A strange weekend. I went across to the mainland to do a couple of dives on Saturday, which meant that on Friday I was sitting in a bar in Naha when a bunch of US marines walked in. A couple were shirtless, one had a split lip, and so the barman asked them to go somewhere else. I didn’t notice the resulting confrontation until, as the marines were leaving, one of them took a kick at the glass door on the way out. The barman—a large bloke—flew out and wrestled him to the ground, and suddenly there was an intense stand-off, involving lots of shouting between the (five or so) marines and the (two) bar-staff, while the customers watched uneasily, hoping it wasn’t going to turn any nastier. Fortunately, the other girl working at the bar stepped between the barman and the marines and told them firmly to go. Which they did, though with a fair amount of cursing.
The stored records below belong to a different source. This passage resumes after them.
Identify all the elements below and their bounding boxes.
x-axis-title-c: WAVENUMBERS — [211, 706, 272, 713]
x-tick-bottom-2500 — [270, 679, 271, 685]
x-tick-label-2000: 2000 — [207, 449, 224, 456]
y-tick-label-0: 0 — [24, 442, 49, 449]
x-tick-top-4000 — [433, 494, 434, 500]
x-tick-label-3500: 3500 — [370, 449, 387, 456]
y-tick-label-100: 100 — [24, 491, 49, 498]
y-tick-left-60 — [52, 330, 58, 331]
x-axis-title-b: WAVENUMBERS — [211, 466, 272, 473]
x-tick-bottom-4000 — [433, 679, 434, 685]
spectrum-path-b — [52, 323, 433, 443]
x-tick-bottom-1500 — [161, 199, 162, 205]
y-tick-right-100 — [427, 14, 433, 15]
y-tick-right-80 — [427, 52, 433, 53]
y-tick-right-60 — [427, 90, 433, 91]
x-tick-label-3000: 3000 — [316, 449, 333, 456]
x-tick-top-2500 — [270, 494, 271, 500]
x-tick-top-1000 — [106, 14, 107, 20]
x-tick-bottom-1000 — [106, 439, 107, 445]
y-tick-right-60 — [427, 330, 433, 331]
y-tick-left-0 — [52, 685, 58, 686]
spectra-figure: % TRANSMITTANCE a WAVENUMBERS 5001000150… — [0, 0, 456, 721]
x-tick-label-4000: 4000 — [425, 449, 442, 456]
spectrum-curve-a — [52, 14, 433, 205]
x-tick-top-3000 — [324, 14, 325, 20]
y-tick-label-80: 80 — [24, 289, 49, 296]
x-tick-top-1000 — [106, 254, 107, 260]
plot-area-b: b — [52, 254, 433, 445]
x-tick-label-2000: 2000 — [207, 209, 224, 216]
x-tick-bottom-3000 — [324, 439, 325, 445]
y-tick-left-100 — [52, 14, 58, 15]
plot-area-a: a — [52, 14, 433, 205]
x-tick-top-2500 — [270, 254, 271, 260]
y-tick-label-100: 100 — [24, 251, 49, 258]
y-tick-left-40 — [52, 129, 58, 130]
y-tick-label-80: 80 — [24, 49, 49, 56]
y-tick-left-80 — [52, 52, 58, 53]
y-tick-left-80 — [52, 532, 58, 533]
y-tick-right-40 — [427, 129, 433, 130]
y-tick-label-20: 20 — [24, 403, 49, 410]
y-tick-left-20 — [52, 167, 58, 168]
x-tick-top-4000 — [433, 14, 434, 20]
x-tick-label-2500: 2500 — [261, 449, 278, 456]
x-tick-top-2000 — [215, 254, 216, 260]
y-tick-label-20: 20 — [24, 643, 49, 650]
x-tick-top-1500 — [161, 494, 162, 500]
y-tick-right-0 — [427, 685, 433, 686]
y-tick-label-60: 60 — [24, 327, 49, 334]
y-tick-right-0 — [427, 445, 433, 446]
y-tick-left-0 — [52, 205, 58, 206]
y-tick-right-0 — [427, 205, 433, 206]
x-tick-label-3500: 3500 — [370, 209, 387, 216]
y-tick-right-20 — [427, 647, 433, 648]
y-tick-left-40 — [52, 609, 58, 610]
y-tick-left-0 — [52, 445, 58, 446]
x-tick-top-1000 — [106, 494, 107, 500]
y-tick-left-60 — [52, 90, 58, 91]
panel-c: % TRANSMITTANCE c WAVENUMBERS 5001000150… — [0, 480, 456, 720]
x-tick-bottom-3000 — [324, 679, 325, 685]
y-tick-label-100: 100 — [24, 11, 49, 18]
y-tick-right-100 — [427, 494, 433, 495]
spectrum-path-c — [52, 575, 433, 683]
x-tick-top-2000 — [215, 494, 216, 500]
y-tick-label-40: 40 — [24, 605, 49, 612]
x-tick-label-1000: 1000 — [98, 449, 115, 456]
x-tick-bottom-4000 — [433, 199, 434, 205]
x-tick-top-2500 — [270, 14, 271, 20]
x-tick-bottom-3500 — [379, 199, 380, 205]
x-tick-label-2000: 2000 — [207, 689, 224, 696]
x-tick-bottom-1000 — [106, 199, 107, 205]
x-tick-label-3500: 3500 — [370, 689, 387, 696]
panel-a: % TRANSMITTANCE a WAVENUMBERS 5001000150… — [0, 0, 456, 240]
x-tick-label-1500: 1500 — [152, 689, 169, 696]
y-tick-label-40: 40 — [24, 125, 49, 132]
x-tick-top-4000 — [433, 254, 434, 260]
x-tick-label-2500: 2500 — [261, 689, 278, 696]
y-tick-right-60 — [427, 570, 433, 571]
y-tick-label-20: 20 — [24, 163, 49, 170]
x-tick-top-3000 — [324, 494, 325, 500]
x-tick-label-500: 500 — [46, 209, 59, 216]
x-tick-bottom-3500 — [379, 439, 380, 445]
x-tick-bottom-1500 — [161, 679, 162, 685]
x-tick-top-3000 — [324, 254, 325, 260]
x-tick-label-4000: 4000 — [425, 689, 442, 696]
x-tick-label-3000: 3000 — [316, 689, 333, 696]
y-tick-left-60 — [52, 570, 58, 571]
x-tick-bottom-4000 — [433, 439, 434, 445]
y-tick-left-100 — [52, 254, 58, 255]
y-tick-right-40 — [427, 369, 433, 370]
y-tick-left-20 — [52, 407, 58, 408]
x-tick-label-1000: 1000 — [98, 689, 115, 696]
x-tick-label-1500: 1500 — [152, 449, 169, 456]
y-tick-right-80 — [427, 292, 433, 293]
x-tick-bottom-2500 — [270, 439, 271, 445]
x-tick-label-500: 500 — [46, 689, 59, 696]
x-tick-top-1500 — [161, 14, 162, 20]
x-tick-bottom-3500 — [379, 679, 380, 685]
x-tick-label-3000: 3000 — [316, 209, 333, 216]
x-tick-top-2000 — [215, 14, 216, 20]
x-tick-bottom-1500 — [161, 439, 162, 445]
What exactly happened next, I don’t know for certain. Possibly the marine who had kicked the door stumbled drunkenly on the steps. I suspect he tried to go back up to have another go at the barman and one of his friends pulled him backwards. Either way, what happened was that he went flying down the stairs and smashed his head against one of the lower steps. Which resulted in an unconscious marine lying in a pool of blood on the pavement of Naha’s main street.

What happened then was this: two of his friends did a runner. The others panicked and started giving him heart massage (the fact that he was breathing being apparently lost on them). When the police came, it seems they told them that the barman had physically thrown their friend down the flight of steps. Which was a straightforward lie: about half a dozen people in the bar, including myself, saw the barman come back in while the bloke was still standing at the top of the stairs. But it did mean that the barman and the other girl working there were taken in for questioning by the police. In fact, they were, it seems, questioned until about lunchtime the next day. All because of a couple of marines deciding to lie about their friend’s accident — presumably either to pass the buck or to get back at the barman for refusing to serve them.

I doubt there’s any need to bother trying to express the extent of my contempt.